Samuel Tilsen (Cornell U)

The emergence of non-local phonological patterns in the Selection-coordination-intention framework

In this talk I will present some of my recent ideas on how non-local phonological patterns can emerge in a gestural framework (see Tilsen 2019, Motoric mechanisms for the emergence of non-local phonological patterns). Some patterns—e.g. vowel harmonies, nasal harmonies—can be readily analyzed to arise from temporal extension of articulatory gestures (i.e. spreading); such patterns can be viewed as articulatorily local. However, there are other patterns—e.g. nasal consonant harmony, laryngeal feature harmony—which cannot be analyzed as spreading; instead these patterns appear to enforce agreement between features of similar segments without affecting intervening segments, an apparent form of action-at-a-distance. Indeed, there are numerous typological differences between spreading harmonies and agreement harmonies. This suggests that there is a mechanistic difference in the ways that spreading and agreement harmonies arise. I argue that in order to satisfactorily understand spreading and agreement patterns, the gestural framework of Articulatory Phonology must be enriched with respect to how targets of the vocal tract are controlled in planning and production. Specifically, it is proposed that production models should distinguish between excitatory and inhibitory articulatory gestures, and that gestures which are below a selection threshold can influence the state of the vocal tract, despite not being active. This idea is applied to provide two distinct mechanisms for the emergence of non-local phonological patterns.

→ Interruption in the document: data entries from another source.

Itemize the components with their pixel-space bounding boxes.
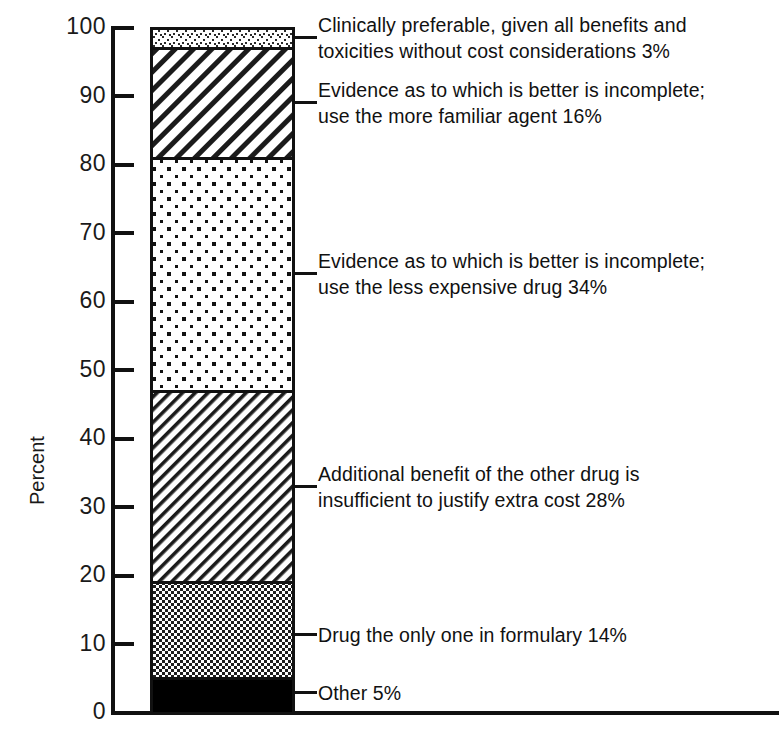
bar-segment-only-one-in-formulary	[151, 583, 293, 679]
bar-segment-less-expensive-drug	[151, 158, 293, 391]
y-tick-80	[115, 163, 134, 167]
y-tick-label-10: 10	[24, 630, 106, 657]
bar-stack	[151, 28, 293, 713]
callout-other: Other 5%	[318, 680, 401, 706]
y-tick-50	[115, 368, 134, 372]
y-tick-100	[115, 26, 134, 30]
y-tick-label-100: 100	[24, 13, 106, 40]
y-tick-10	[115, 642, 134, 646]
callout-less-expensive-drug: Evidence as to which is better is incomp…	[318, 248, 705, 300]
leader-line-only-one-in-formulary	[293, 633, 317, 636]
callout-insufficient-extra-cost: Additional benefit of the other drug is …	[318, 461, 640, 513]
leader-line-clinically-preferable	[293, 36, 317, 39]
leader-line-other	[293, 691, 317, 694]
y-tick-40	[115, 437, 134, 441]
y-axis-title: Percent	[26, 436, 49, 505]
leader-line-insufficient-extra-cost	[293, 485, 317, 488]
callout-more-familiar-agent: Evidence as to which is better is incomp…	[318, 77, 705, 129]
y-tick-90	[115, 94, 134, 98]
y-tick-20	[115, 574, 134, 578]
y-tick-label-20: 20	[24, 561, 106, 588]
y-tick-label-50: 50	[24, 356, 106, 383]
y-tick-30	[115, 505, 134, 509]
y-tick-label-80: 80	[24, 150, 106, 177]
leader-line-more-familiar-agent	[293, 101, 317, 104]
leader-line-less-expensive-drug	[293, 272, 317, 275]
callout-only-one-in-formulary: Drug the only one in formulary 14%	[318, 622, 627, 648]
y-tick-70	[115, 231, 134, 235]
y-tick-60	[115, 300, 134, 304]
bar-segment-clinically-preferable	[151, 28, 293, 49]
y-tick-label-60: 60	[24, 287, 106, 314]
bar-segment-more-familiar-agent	[151, 49, 293, 159]
bar-segment-insufficient-extra-cost	[151, 391, 293, 583]
y-axis	[111, 26, 134, 715]
y-tick-label-0: 0	[24, 698, 106, 725]
callout-clinically-preferable: Clinically preferable, given all benefit…	[318, 12, 687, 64]
stacked-bar-chart: 100 90 80 70 60 50 40 30 20 10 0 Percent…	[0, 0, 779, 739]
y-tick-label-90: 90	[24, 82, 106, 109]
y-tick-label-70: 70	[24, 219, 106, 246]
callout-leader-lines	[293, 36, 317, 694]
bar-segment-other	[151, 679, 293, 713]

Part 4: 10 am – 12 pm, Friday, November 27, 2020 [JST]

Chikako Takahashi (Stony Brook U)

Phonetic interaction between late Japanese-English bilinguals’ L1 and L2 vowels

In this talk, I will present my work on the phonetic interaction between late Japanese-English bilinguals’ L1 and L2 vowels, where I investigate how learning a new L2 English vowel influences the perception and production of their L1 vowels. Specifically I focus on how production and perception of their L1 vowels are influenced by relative L1:L2 dominance factors as well as their L2 production and perceptual ability. The study recruited 65 late L1-Japanese learners of L2 English whose L1 Japanese and L2 English perception and production of target vowels were compared to monolingual control groups (Japanese and English). Our data show L1 vowel drift in both perception and production, supporting the view that late L2 learners’ L1:L2 phonetic systems are dynamic and malleable. We identified L2 production acuity as a major factor associated with L1 assimilatory drift and also demonstrated a complex interplay between L2 production acuity, L2 perceptual ability, and L2 dominance that together appear to influence the nature of the L1 drift.


Jianjing Kuang (U Pennsylvania)

Tone acquisition beyond f0

Traditionally, tone is defined by a single dimension of the voice source: fundamental frequency, or F0. However, as demonstrated in my research, effective tone production and perception in fact integrates other articulatory and acoustic dimensions in the voice source (i.e. voice quality cues). Previous studies on tone acquisition and development mostly focus on f0 cues, and little is known how voice quality cues become integrated in the tone production and perception. In this talk, as the first step to answer this question, I will present evidence from computational modeling of tonal productions from Mandarin-speaking children and adults, showing that cue integration of f0 and voice quality cues in the tonal contrasts exhibits a developmental curve for Mandarin-speaking children. These findings support the multidimensional tone model proposed by Kuang (2013), and provide important new insights for tone acquisition.